We are working on providing an automatic instrumentation experience based on the OpenTelemetry Injector for instrumenting applications written in various programming languages. We want to build the experience around the Declarative Configuration format, where there would be declarative configuration files (one per language at the moment, more on this later) used by the SDKs that the injector injects. In this first phase, we are POC-ing with Java, Node.js and .NET, but we know from experience that Python and Ruby are also doable with limited work, with the biggest gap being the support for the declarative configurations.
OpAMP in the scope of system packages
We would like OpAMP to be a first-class citizen of the system packages, but there are gaps in the story we currently cannot reconcile. We see two possibilities:
We are assuming that the better direction is (1), but it feels like the state of the art of the implementations of OpAMP in the SDKs in not advanced enough for this to be in the foreseeable future. In the system packages SIG we don't have the bandwidth to implement (2).
What is your take on the matter of OpAMP support in the system packages? What is missing from this picture?
What about the collector?
The collector DEB and RPM files are not part of the system packages atm, but we do foresee "bringing them into the fold" and making them feel like a cohesive part of the rest of the story. Since the collector already has OpAMP support, that aspect seems to be covered.
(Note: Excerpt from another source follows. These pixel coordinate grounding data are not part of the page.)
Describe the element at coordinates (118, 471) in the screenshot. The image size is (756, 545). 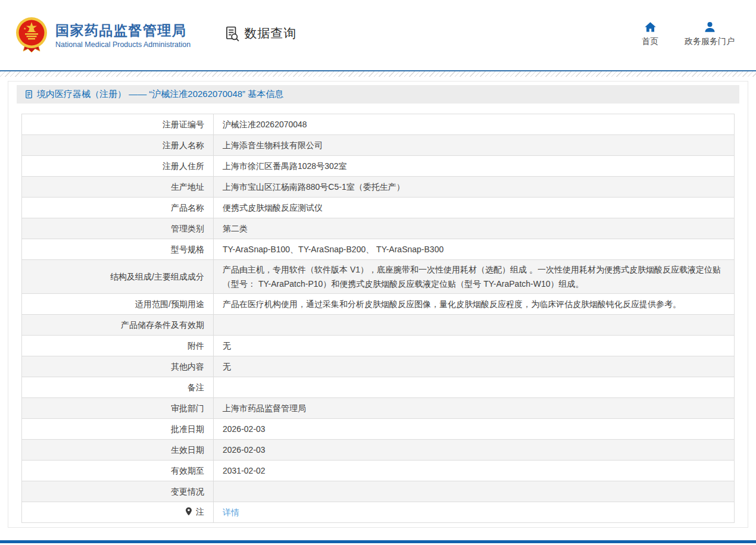
I see `field-label: 有效期至` at that location.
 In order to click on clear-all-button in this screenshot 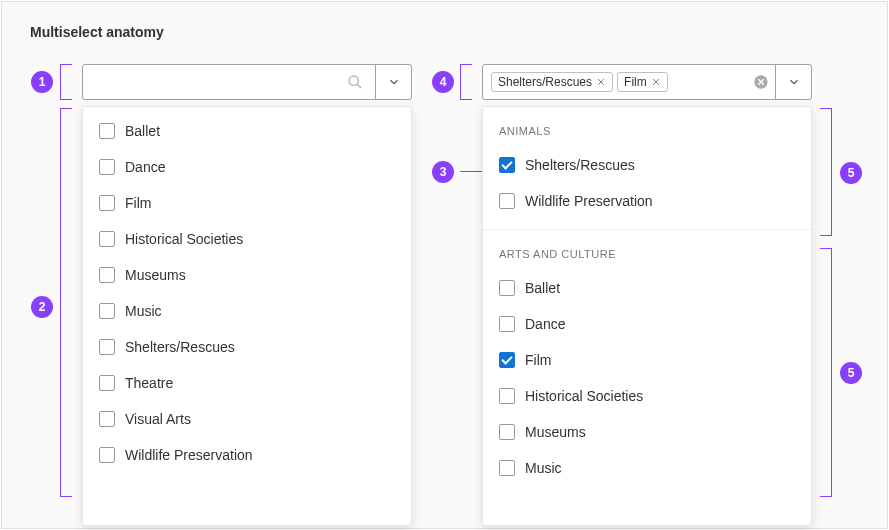, I will do `click(761, 82)`.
Why one configuration file per language?
Because currently we need language-specific overrides, e.g. in terms of which instrumentations to turn on, but that part of the declarative configuration spec is not marked as stable and not yet implemented in enough SDKs. The moment it is stable and well supported, we will likely consider to move to one single configuration file across all languages by default (maybe still allowing language-specific configuration files as opt-in) to reduce the amount of configuration to be done.